These are my notes about the book Code That Fits In Your Head by Robert Seemann.

Chapter 1: Art or Science? Seemann talks about how software development is compared with building a house, then describes how this comparison is mostly unjust. Is software development art or engineering? He says “Software development is principally a design activity.” It is not yet an engineering activity in his view, but it may one day be. He says the book describes heuristics that he’s found useful in software development (in contrast, imagine building a house based on heuristics…).

Chapter 2: Checklists The idea behind checklists is to “improve the outcome with no increase in skill.” There are two types of checklist. With the read-do checklist, you do each item as you read through it. With the do-confirm checklist, you do each item on the list and confirm you’ve done it. He gives an example checklist that includes using Git and automating the build, including deploying to some production environment.

He suggests initializing a Git repo and then deploying using CD (Continuous Delivery) as soon as possible. This suggests he’s a “breadth-first” kind of person. It’s like framing a house or sketching out a drawing before filling in the details. That’s my tendency as well. It can lead to waste. For example, there’s probably no real production environment to start with, so you’ll need to set up a temporary one that will be replaced with the real one later. The benefit is in having that framework in place. Hopefully, this means you will not get blind-sided by a missing, complicated and important detail later down the road.

Do not turn off error messages, and turn warning into errors if possible. This makes you more likely to fix them.

Turn on static analysis.

Treat compiler warnings as errors.

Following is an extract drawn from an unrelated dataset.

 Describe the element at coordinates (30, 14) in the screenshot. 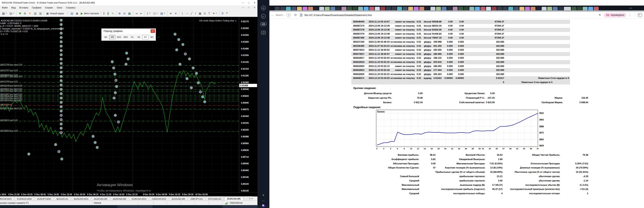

Treat linter and static code analysis warnings as errors.

For existing code bases, he recommends turning on warnings one at a time, fixing the issue, and then turning the warning into an error [p 29].

He also suggests that turning warnings into errors will force fixes since the code will not compile in that scenario, meaning you can tell management that the code will not work until it is fixed [p 30]. Oy.

Chapter 3: Tackling Complexity Code has to be sustainable if it is going to be used long-term.

To do so, he recommends optimizing code for readability, because we spend much more time reading code than writing it.

Chapter 4: Vertical Slice This chapter is mostly a run-through of creating a “vertical slice” - a thin piece of software that exercises all the expected working parts of the system from start to finish.